= ABOUT THIS TASK =
What is needed here is an exact repetition of the records below, beginning at the line that has "The image size is (588, 392)." and stopping after the line that has "Image resolution: width=788".

= GIVEN INFORMATION =
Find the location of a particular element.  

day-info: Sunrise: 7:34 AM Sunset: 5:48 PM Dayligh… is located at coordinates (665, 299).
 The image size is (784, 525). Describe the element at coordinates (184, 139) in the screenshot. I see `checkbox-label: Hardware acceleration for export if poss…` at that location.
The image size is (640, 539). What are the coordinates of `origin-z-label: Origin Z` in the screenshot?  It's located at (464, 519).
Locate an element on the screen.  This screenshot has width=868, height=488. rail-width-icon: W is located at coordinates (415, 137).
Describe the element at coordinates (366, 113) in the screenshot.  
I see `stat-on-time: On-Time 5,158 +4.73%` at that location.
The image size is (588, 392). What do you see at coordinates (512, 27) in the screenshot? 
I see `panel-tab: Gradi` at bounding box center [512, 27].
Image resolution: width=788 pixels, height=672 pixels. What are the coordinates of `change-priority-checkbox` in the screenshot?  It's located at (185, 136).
...
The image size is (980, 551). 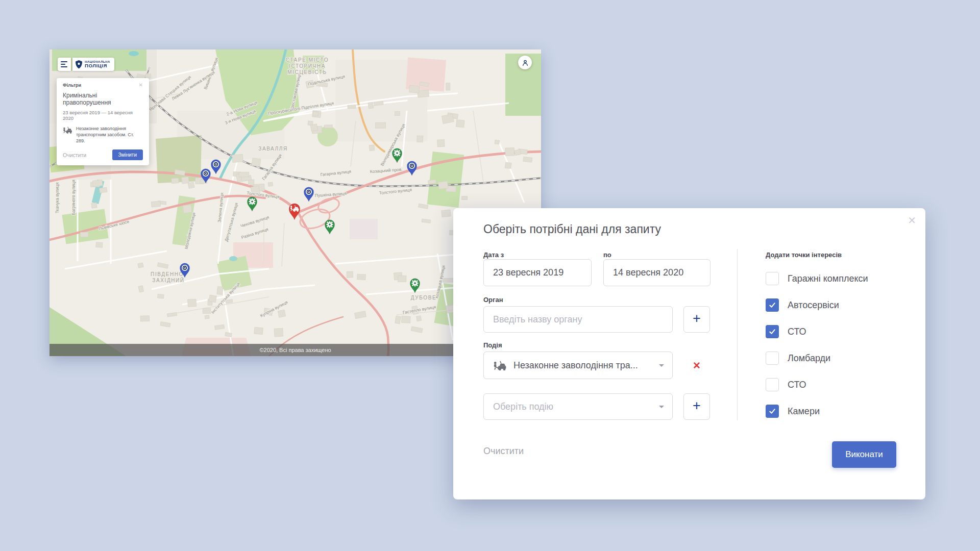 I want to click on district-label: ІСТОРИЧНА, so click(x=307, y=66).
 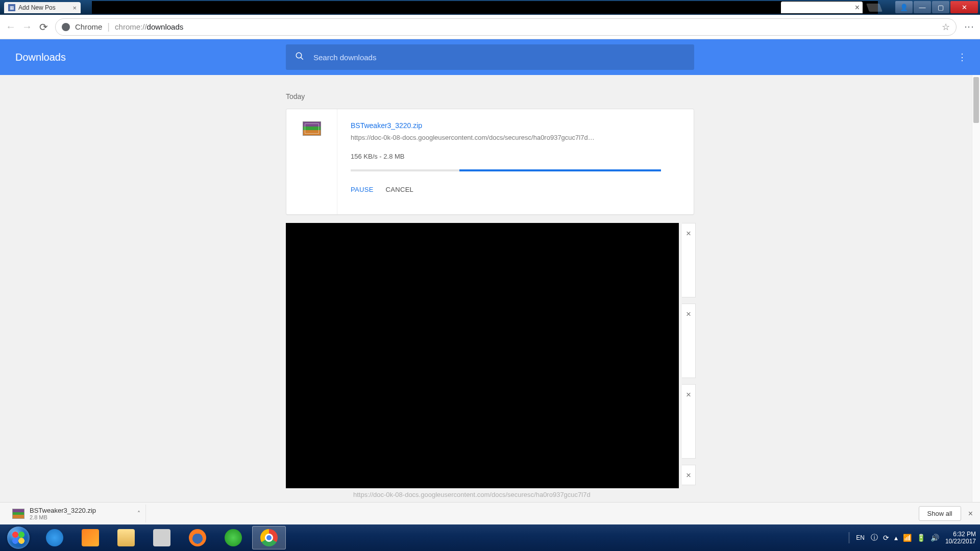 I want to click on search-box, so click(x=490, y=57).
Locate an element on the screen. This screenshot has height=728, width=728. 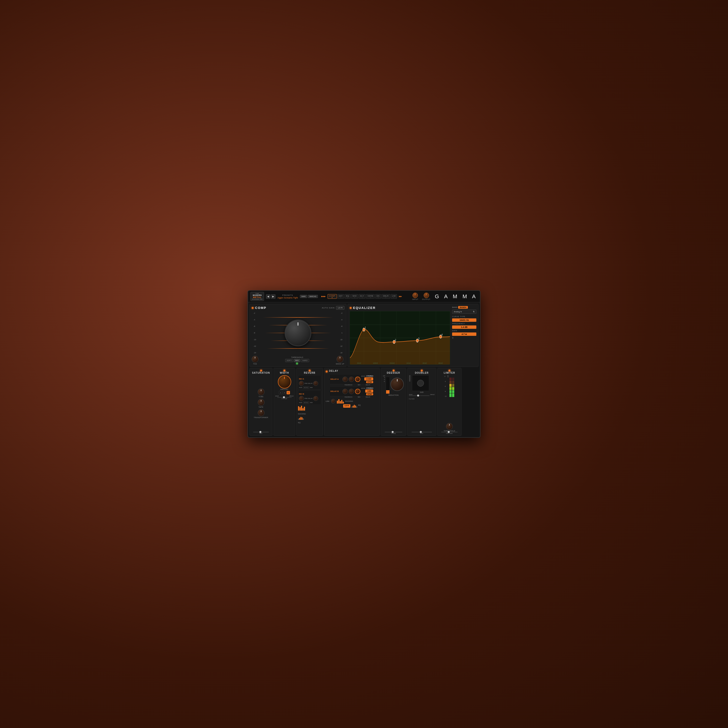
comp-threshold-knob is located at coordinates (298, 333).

= YOUR SOLUTION =
The image size is (588, 392). What do you see at coordinates (512, 27) in the screenshot? 
I see `panel-tab: Gradi` at bounding box center [512, 27].
Image resolution: width=788 pixels, height=672 pixels. What are the coordinates of `change-priority-checkbox` in the screenshot?  It's located at (185, 136).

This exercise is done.